In other words, the Chinese system is “capitalist” if and only if the term refers to the mixed economy we now have in the West. Wang Zhen, a high-level apparatchik who visited Britain in 1978, wrote that “Britain would simply be our model of a communist society if it were ruled by a communist party.” Meant as laudatory for Britain, this comment is very incriminating. China and the West have converged much over the past half-century, the first becoming more capitalist, the latter much less so—and even a bit communist if we are to believe Wang Zhen. How China Became Capitalist reveals, perhaps unwittingly, the weaknesses of the West as much as its strengths.
One major difference is that individual rights are much better protected in Western countries—even if the situation has not been improving, including during the very years when the Chinese discovered the benefits of freedom. The Chinese state’s birth control policy has been both a tyrannical enterprise and an economic disaster. The lack of a free market for ideas in China is closely related to the absence of formalized individual liberty. The Economist recently wrote that “[t]o get rich is not always glorious,” as many of the richest Chinese seem to be targeted by government authorities. Can capitalism survive without freedom being also recognized in other fields? Coase and Wang seem to agree that real capitalism and individual liberty are inseparable: “Without a free and open market for ideas, China cannot sustain its economic growth.”

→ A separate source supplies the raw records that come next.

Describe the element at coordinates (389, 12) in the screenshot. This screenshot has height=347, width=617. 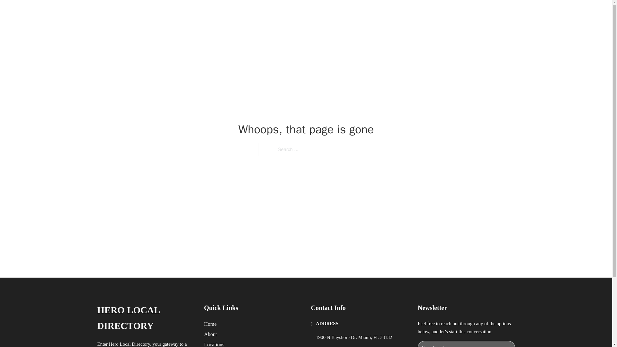
I see `HOME` at that location.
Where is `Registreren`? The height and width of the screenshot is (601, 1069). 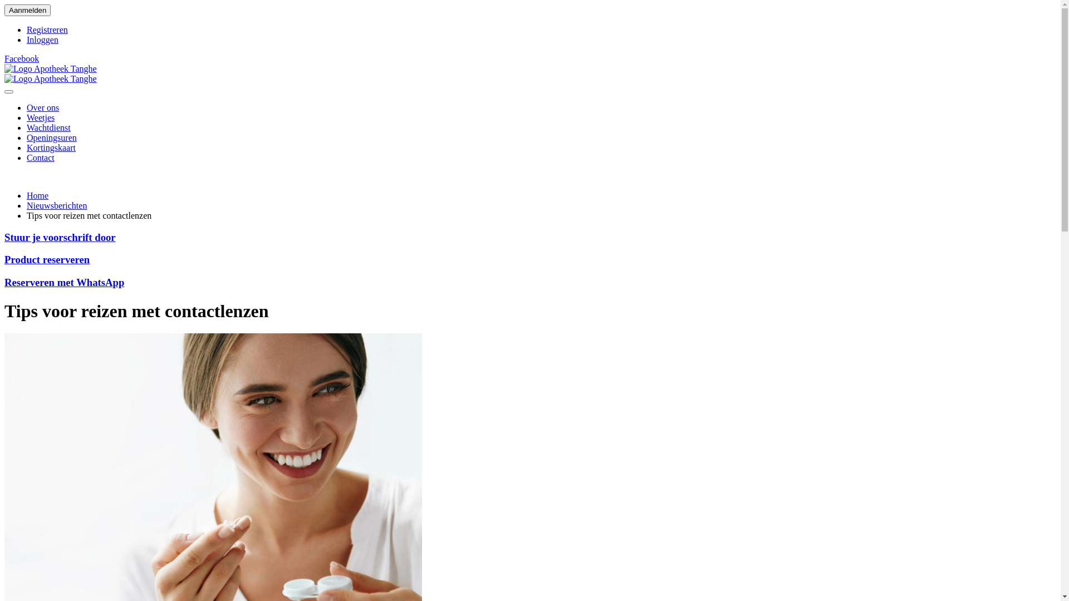 Registreren is located at coordinates (47, 30).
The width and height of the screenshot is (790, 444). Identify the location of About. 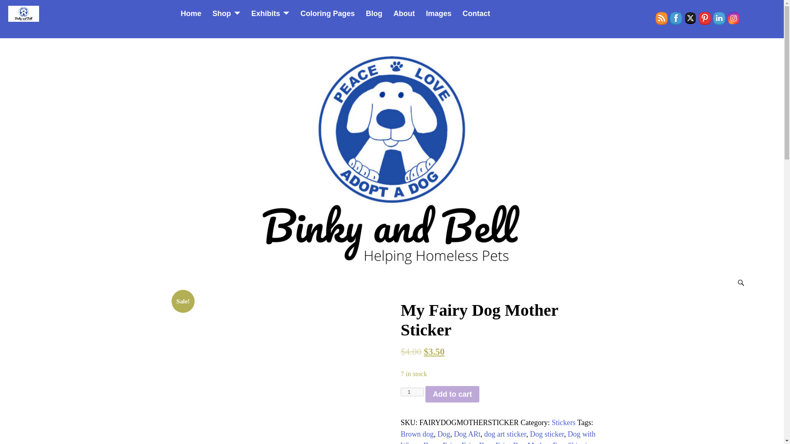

A less charitable interpretation of the Chinese model would identify it with crony capitalism. Many large Chinese corporations still belong to the state, hold monopolies over some sectors, and get privileged treatment in their financing. Of Fortune’s 500 largest global corporations in 2010, 46 were Chinese (of which four were from Hong Kong), but only two of those were private. Under crony capitalism, getting rich is neither glorious nor necessarily conducive to prosperity. One would then conclude that the Chinese system is even worse than our own, although we may be heading in the same direction through regulation, bailouts, and central banks’ bond holdings. Coase and Wang, however, provide many good arguments against this interpretation of Chinese capitalism. And there must be something capitalist in a country where taxes don’t exceed 20 percent of gross domestic product.
Conclusion | Some criticism can be addressed to How China Became Capitalist. I wish the authors had provided more evidence about the power, and the current evolution, of the large state-owned enterprises. On a more theoretical level, the book too often ignore the teachings of Public Choice economics and seems to assume that the Chinese state has been selflessly aiming at the happiness of the Chinese people. It would have been useful to learn how Chinese politicians and bureaucrats thought they could benefit from the marginal revolutions they launched or tolerated. As I am finishing this review, I find corroborating evidence under the pen of Jamil Anderlini of the Financial Times: “In the many small uprisings that continually bubble up across China, the protagonists almost always believe that if the country’s enlightened leaders only knew about local corruption, they would descend like a deus ex machina to administer justice.” The authors of How China Became Capitalist have not stressed enough the persistent tyrannical trends within the Chinese state and Communist Party. Power corrupts.
Yet, How China Became Capitalist is a fascinating book that teaches much about what China is and, as Coase is fond of saying, “what happens in the real world.” It will change many of the reader’s ideas on China and suggest a host of interesting questions about the world.